While Rogue One: A Star Wars Story is completely immersed in the Star Wars world, it seems the film wants to set itself apart from its predecessors. According to Star Wars News Net, an anonymous source claims the new film will have an entirely new opening crawl. They claim it’ll open “in a way ‘different than the classic Star Wars films.’” While we don’t exactly know what that means, we don’t have to wait too long as it debuts in Canada on December 16.

Source: iDigitalTimes

Thursday
Nov032016

Huawei outs Mate 9 with special edition Porsche Design version

Huawei is refreshing its Mate line of devices with the release of the new Mate 9. The phone, which just launched in Germany, features a massive 5.9-inch Full HD display and runs on Android 7.0 Nougat skinned by EMUI 5.0. It’s powered by a Kirin 960 octa-core processor, 4GB of RAM, 64GB of internal storage with microSD expansion, fingerprint reader, dual-band Wi-Fi connectivity, and 4,000mAh battery. Just like the P9 and P9 Plus, the Mate 9 carries dual rear-facing Leica-branded cameras. One is a 20-megapixel monochrome sensor and another is a 12-megapixel RGB sensor with f/2.2 with optical image stabilization. Its front-facing camera has an 8-megapixel sensor. The phablet will be coming to China and Europe first and retails for €699 (or roughly CA$1,030). There is no word yet if it’ll be coming this way but if it does, it makes for a compelling replacement for spurned Samsung Galaxy Note7 users.

A limited edition Porsche Design version, which retails for €1,395 (or around CA$2,070), was also unveiled. This version is smaller with a 5.5-inch 2K AMOLED display, same processor and OS, 256GB internal storage, 6GB of RAM, same camera setup, and battery capacity. Both phones also have USB Type-C port.

Source: Droid Life

Thursday
Nov032016

Adobe makes it easier to edit speech with Project VoCo

Adobe’s new experimental project might change the way we look at, or rather listen to, speeches. Introduced at its annual MAX conference in San Diego, Project VoCo allows you to edit speech like you would a word document. And it isn’t just about editing existing recordings, you can even use the same voice model to create completely new recordings. Project VoCo just needs around 20 minutes of voice samples from a particular speaker. It’ll then analyze and break down this speech into phonemes, transcribe this, and create the voice model. According to TechCrunch, if you listen closely now, you’ll be able to hear when a word is changed but we won’t be surprised if there comes a time when you won’t be able to distinguish the actual recording from the edited/fake one.

Adobe didn’t use traditional speech synthesis technology with this but used what they call “voice conversion.” And it requires hardly any manual intervention.
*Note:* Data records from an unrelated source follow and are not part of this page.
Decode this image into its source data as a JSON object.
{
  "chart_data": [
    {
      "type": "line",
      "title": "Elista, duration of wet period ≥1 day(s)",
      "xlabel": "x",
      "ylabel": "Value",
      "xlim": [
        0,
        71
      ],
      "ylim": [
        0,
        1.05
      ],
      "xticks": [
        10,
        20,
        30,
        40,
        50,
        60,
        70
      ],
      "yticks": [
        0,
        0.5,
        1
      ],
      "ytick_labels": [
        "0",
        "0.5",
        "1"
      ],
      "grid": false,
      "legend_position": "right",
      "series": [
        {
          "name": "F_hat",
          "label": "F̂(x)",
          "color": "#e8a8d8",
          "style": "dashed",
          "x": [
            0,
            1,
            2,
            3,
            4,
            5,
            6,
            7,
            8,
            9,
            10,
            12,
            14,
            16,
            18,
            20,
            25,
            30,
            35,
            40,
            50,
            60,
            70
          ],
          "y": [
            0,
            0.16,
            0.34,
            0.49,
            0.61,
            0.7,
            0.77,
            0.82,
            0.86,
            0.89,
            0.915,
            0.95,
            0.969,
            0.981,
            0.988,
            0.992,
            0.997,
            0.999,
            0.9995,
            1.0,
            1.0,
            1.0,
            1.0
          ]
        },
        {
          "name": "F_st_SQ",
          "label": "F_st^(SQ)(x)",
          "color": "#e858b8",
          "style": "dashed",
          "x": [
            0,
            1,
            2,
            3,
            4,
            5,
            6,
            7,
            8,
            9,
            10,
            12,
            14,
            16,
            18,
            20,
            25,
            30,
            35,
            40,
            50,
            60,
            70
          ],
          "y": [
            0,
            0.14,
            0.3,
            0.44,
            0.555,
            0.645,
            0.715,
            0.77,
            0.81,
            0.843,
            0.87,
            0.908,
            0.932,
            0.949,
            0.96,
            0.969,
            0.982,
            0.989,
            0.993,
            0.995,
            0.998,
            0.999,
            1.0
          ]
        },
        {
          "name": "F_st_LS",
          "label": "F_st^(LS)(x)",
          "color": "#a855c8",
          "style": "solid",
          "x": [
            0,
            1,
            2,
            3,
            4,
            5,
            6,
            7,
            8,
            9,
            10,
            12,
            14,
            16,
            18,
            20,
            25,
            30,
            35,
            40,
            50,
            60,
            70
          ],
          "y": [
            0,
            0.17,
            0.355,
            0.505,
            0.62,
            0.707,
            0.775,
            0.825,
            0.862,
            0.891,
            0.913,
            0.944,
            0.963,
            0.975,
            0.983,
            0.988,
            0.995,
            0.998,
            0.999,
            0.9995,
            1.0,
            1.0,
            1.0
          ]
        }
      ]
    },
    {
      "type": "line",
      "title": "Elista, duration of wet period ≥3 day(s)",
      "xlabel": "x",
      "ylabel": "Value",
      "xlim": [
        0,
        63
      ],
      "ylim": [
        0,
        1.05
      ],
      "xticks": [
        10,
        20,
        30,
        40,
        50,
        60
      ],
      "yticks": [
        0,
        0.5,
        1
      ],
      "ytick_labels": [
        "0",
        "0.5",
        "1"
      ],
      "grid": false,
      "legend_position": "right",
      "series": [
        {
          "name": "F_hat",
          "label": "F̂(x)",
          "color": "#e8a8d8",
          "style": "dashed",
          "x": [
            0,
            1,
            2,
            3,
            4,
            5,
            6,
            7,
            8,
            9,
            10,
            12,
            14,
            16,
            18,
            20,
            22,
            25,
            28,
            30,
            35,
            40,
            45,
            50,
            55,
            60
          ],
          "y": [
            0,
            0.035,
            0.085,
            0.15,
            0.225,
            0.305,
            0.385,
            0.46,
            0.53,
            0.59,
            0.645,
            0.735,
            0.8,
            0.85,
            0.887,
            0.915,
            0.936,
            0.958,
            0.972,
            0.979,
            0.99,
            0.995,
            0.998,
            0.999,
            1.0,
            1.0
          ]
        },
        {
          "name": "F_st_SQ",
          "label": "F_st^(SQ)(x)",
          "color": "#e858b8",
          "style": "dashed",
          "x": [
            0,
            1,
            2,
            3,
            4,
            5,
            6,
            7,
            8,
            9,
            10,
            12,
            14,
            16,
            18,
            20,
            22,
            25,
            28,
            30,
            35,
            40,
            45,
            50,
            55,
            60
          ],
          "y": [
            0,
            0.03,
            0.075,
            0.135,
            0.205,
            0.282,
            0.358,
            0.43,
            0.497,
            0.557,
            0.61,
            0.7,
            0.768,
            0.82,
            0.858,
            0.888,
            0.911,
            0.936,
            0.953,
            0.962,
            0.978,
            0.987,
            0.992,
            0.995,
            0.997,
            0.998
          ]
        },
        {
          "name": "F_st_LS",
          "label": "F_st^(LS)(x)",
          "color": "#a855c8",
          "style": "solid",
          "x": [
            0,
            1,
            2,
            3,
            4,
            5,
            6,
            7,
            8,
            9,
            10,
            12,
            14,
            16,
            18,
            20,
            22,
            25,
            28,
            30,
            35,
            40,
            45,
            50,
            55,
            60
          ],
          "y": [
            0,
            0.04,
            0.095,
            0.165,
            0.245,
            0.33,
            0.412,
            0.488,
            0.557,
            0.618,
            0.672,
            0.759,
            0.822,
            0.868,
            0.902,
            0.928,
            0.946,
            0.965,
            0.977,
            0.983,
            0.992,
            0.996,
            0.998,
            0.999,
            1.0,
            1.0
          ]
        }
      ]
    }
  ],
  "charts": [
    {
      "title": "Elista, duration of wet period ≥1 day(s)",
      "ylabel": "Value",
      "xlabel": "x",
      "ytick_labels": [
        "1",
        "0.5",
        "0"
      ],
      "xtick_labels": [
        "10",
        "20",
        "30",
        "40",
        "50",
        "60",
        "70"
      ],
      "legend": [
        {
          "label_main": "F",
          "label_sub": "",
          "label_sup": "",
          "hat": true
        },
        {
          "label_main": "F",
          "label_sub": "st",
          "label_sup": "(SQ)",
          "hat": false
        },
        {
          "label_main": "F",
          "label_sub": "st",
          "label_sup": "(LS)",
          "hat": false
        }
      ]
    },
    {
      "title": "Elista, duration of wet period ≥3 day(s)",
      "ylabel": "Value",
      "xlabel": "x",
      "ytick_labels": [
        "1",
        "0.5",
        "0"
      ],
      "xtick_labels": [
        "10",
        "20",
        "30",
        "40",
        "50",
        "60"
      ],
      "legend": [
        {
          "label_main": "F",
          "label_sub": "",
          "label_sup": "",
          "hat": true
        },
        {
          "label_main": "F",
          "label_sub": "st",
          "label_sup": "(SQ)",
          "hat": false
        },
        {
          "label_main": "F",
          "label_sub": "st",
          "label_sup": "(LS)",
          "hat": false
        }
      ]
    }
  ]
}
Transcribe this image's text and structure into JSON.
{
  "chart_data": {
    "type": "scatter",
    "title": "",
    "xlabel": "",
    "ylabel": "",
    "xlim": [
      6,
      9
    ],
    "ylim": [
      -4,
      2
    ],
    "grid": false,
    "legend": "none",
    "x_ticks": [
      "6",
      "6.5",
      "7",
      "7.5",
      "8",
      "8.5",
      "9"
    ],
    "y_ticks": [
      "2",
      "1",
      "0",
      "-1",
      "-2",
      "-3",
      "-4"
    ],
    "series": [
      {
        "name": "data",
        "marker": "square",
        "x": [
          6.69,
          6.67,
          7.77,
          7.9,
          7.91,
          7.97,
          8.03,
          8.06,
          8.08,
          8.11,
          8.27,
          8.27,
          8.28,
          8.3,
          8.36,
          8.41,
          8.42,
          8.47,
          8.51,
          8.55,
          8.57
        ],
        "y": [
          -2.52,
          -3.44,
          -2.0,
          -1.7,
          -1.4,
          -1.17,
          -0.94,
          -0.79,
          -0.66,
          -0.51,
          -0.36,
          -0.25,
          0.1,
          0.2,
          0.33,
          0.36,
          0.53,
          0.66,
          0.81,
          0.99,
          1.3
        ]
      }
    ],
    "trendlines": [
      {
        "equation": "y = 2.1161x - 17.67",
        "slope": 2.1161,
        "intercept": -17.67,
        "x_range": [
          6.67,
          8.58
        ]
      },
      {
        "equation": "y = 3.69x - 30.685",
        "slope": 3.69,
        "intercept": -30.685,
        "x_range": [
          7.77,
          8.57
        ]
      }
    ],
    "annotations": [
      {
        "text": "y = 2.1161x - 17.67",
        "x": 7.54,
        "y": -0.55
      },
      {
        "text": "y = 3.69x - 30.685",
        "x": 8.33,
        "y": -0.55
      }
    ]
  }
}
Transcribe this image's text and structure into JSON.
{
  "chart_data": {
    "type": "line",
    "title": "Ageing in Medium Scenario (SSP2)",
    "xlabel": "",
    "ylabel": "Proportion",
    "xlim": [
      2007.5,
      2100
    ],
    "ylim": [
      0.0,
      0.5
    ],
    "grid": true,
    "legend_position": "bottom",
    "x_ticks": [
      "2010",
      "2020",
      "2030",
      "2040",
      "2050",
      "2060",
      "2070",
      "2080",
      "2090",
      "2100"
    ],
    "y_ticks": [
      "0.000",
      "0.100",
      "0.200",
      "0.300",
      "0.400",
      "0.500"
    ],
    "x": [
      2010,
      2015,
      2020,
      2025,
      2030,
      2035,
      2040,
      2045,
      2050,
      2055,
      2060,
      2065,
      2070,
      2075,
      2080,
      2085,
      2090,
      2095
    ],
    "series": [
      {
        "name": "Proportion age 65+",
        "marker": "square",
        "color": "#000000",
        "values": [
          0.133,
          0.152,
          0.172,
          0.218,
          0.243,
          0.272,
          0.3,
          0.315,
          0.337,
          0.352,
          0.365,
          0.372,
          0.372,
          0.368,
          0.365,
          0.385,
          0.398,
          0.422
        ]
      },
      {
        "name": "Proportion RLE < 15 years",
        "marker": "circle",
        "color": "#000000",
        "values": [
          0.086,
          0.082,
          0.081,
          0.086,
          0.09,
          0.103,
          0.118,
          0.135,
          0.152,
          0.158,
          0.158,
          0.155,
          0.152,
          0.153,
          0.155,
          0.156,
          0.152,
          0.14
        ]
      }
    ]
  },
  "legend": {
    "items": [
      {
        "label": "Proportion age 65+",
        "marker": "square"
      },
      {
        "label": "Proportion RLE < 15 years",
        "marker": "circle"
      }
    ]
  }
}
You can edit the auto-generated transcript but there is no need to set timestamps. The algorithms will figure this out themselves. While this could raise a lot of questions, especially since it’ll become harder to trust recordings now. It’s still a pretty cool technological advancement. Adobe won’t commit to shipping this technology but who knows if this’ll show up in any of their products? They’ve done a lot of that in the past.